By Aliens, you start to explore a very critical look at the US military complex. Here you have the United States Colonial Marines, emphasis on United States, getting their strings pulled by this mega-corporation. People are once again expendable in favor of the almighty dollar. And the presentation of the marines themselves is a pretty well-documented stand-in for the mentality of the US military during the Vietnam War, and it is harshly critical of that -  people remember all of the fun, quippy one-liners, but what they forget is that this OOH RAH mentality is actually a blanket that these characters hide behind and are limited by, a presentation of people so high on their own belief in unmatched power. The film then explicitly challenges that power and because the marines are so woefully unprepared, they fail miserably, with most of them dying in the span of a single scene.

Repeat these concepts ad infinitum, throughout the franchise, with various different takes and ideologies attached each time, but they are all political nonetheless.

This is like the people whining that Star Wars or comic books are only just now becoming political. Star Wars was literally a story about a rebellion going up against a fascist government from its very first film, and as time went on, it began to explore the dichotomy of those two structures and how a democracy could crumble into fascism in real time.

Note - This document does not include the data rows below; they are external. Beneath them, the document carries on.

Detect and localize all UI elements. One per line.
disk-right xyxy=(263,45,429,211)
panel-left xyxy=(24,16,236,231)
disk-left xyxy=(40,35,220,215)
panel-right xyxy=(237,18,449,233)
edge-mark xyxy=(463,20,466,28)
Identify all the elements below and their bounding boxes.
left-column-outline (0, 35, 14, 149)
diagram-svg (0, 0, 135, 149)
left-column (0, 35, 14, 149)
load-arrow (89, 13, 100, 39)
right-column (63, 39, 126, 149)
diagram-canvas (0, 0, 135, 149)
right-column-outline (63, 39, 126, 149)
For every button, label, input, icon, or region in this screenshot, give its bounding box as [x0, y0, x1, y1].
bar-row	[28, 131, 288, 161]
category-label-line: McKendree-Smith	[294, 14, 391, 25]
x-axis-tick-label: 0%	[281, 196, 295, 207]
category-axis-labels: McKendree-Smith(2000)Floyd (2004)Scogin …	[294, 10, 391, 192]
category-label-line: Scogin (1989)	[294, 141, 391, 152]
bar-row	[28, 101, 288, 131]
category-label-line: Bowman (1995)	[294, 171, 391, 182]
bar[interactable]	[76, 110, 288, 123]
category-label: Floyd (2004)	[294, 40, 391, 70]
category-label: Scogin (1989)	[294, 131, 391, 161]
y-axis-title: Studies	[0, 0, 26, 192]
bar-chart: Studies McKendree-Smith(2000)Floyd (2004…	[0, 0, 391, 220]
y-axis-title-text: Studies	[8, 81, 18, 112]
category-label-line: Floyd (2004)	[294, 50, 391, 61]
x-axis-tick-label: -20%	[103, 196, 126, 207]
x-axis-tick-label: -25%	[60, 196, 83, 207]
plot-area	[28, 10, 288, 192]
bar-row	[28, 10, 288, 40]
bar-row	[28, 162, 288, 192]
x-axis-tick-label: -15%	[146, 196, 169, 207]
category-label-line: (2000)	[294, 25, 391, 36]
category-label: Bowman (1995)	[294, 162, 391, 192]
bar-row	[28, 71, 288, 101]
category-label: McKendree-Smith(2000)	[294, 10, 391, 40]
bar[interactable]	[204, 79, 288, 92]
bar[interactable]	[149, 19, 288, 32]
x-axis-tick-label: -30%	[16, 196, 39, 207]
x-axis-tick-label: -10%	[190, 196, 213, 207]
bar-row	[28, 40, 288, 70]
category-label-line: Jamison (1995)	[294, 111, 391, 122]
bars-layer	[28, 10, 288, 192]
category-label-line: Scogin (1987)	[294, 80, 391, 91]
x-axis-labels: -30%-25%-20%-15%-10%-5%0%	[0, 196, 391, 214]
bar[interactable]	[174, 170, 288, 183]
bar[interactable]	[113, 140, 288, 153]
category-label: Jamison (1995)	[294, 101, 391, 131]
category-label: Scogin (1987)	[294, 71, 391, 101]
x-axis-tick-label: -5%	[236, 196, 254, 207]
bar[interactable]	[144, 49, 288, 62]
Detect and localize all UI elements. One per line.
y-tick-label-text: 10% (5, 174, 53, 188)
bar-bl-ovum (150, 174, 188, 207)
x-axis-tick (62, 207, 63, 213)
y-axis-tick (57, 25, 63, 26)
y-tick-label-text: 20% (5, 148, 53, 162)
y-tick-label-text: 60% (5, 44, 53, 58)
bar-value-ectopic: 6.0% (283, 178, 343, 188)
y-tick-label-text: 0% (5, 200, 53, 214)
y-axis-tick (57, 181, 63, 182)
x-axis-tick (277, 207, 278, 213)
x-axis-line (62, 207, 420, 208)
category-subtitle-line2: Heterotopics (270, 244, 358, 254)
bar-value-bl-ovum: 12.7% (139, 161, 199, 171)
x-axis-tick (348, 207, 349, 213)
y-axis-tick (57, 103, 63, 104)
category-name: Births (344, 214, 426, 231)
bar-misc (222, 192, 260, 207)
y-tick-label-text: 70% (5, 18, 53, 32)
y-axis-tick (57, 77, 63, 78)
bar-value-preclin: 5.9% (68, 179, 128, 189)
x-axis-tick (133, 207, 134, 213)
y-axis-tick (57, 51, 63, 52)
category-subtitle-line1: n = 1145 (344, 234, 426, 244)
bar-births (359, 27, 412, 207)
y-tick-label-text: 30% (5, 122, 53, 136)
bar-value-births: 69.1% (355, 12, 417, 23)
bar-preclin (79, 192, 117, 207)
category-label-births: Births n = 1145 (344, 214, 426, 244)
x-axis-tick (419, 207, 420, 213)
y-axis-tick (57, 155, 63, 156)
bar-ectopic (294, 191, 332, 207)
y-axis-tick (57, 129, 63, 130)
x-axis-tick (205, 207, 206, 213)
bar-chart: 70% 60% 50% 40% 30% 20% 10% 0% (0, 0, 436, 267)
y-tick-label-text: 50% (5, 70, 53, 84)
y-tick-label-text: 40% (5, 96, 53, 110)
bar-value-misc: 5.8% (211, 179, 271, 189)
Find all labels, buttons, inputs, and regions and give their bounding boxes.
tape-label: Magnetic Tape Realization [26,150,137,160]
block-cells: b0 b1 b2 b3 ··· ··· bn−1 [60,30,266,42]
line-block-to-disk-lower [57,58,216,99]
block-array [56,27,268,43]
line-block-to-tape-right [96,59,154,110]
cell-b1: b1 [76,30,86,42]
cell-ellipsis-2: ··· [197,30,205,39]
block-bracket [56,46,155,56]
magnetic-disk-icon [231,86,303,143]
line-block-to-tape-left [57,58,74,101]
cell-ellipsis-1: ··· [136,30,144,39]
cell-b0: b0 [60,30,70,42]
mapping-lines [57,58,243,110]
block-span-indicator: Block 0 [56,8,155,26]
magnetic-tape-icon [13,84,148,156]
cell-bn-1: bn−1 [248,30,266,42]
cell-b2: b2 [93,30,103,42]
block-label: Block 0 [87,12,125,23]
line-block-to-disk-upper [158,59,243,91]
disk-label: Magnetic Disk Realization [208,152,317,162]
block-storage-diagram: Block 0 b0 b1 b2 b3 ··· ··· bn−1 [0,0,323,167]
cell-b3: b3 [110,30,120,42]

Comic books have always made it a point to represent characters from every walk of life, with the heroes often being the "little guy" and the villains representing the big institutions with a chokehold on our world.

Some people just like to forget that all of the stories they love are political, until they see a person of color or a woman or LGBT representation, and then all of a sudden it is only now political in their eye, so they take to the internet to scream about it. People overlook the fact that Luke Skywalker was toppling space Nazis and that Iron Man was a weapons developer who found new meaning in life and switched gears to using his money to help people. Both of those narratives are inherently political to their core. But it only becomes apparent to some people that these stories are political when you swap Luke out with Rey, or Iron Man with Captain Marvel, or John Connor with Dani Ramos, etc.

I shit you not, I saw people complaining about HBO's Watchmen being political. Watchmen. Political. Who knew!?!

OK, I get it now. Maybe back in the day it was more ... subtle ? I mean, there's a lot to Alien movies besides political stuff

Nightmare Asylum

I don't know... everything I listed out feels pretty surface level to me. I didn't exactly do much digging or analysis when I wrote any of that. It is just inherently part of the material.